Mon. May 13th, 2024

National Public Radio left Twitter recently because it says the social media company’s decision to label it as “state-affiliated media” hurts its “credibility” and unfairly questions its editorial independence.

As much as this appears to be a tempest in a social media teapot, the question about the state media label Elon Musk‘s private company attached to NPR comes down to money:

Twitter…revised its label on NPR’s account to “government-funded media.” The news organization says that is inaccurate and misleading, given that NPR is a private, nonprofit company with editorial independence. It receives less than 1 percent of its $300 million annual budget from the federally funded Corporation for Public Broadcasting.

So 99 percent of its funding is from private sources. That’s good. NPR could avoid the government-funded label entirely if it decided to drop that one percent and go completely private.

It wouldn’t be easy – giving up a big funder is never easy for a nonprofit organization, media, arts or otherwise.

But it would make NPR genuinely, wholly, and completely independent of any strictures government may decide to impose on its contribution. After all, taking even a small amount of government money comes with enormous strings. NPR, of all organizations, should understand this.

And if they don’t, then they could just as easily interview Twitter owner Elon Musk, whose various businesses, not the least of which are Tesla and SpaceX, are creatures of government handouts:

SpaceX is, after all, primarily a government contractor, racking up $15.3 billion in awarded contracts since 2003, according to US government records. Its most important businesses are launching astronauts and scientific missions for NASA, and flying satellites for the US military.
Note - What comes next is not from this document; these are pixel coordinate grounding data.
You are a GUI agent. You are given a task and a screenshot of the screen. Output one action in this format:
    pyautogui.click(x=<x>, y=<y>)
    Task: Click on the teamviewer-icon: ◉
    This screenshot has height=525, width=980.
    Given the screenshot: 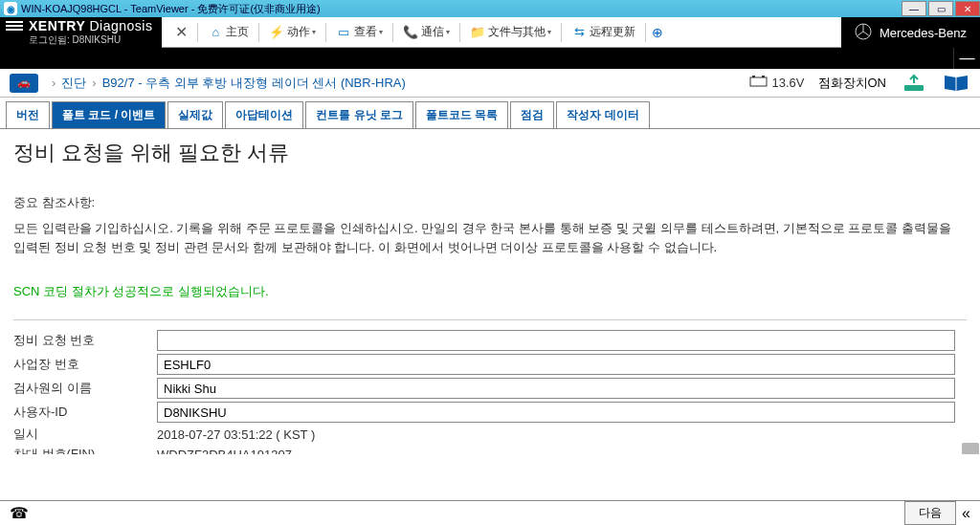 What is the action you would take?
    pyautogui.click(x=11, y=9)
     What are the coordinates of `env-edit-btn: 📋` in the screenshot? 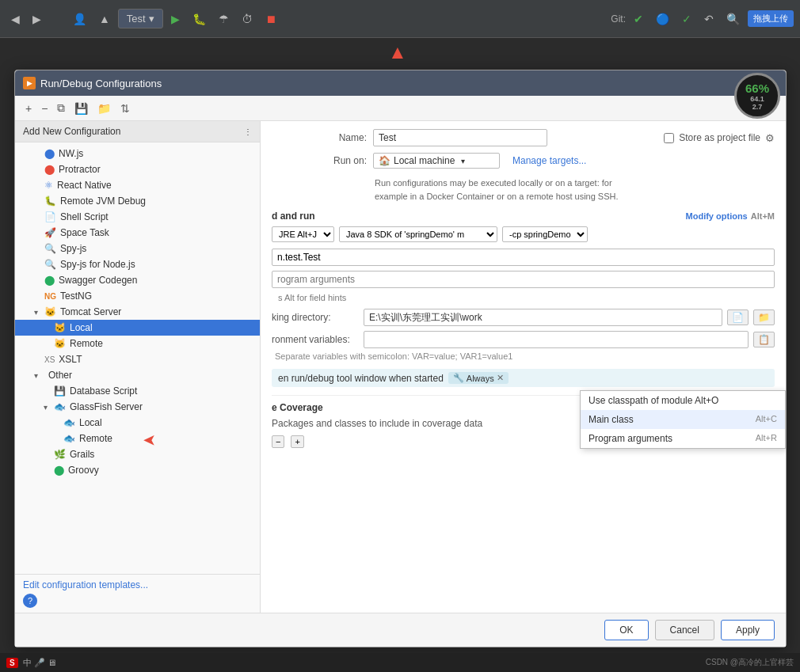 It's located at (764, 340). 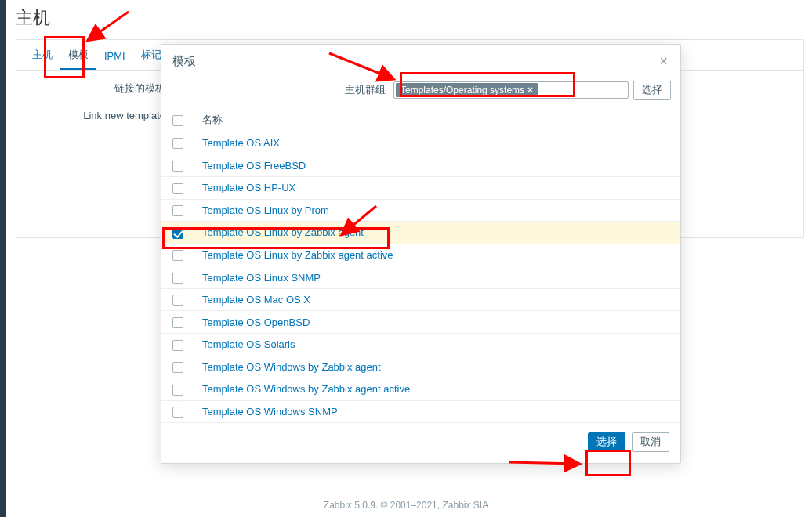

Musk may quibble that payments for goods and services aren’t government subsidies but he owes the existence of the company to NASA. If the US space agency hadn’t backed the rocket-maker with a critical contract in 2008, the company likely would have failed.

As for Tesla, government grants, subsidies and tax breaks have long been a part of its bottom line. The company devotes a lot of digital ink to explaining how potential electric car buyers can get federal, state and local tax incentives for their purchases.

Of course, Musk and his companies are hardly the only private entities reliant on government largesse. That list is long and growing.

But few have called them “government-funded enterprises.” At least so far. The more common terms are “crony capitalists” who get “corporate welfare” to feed their bottom lines. All thanks to taxpayers, who have little to no choice in the matter.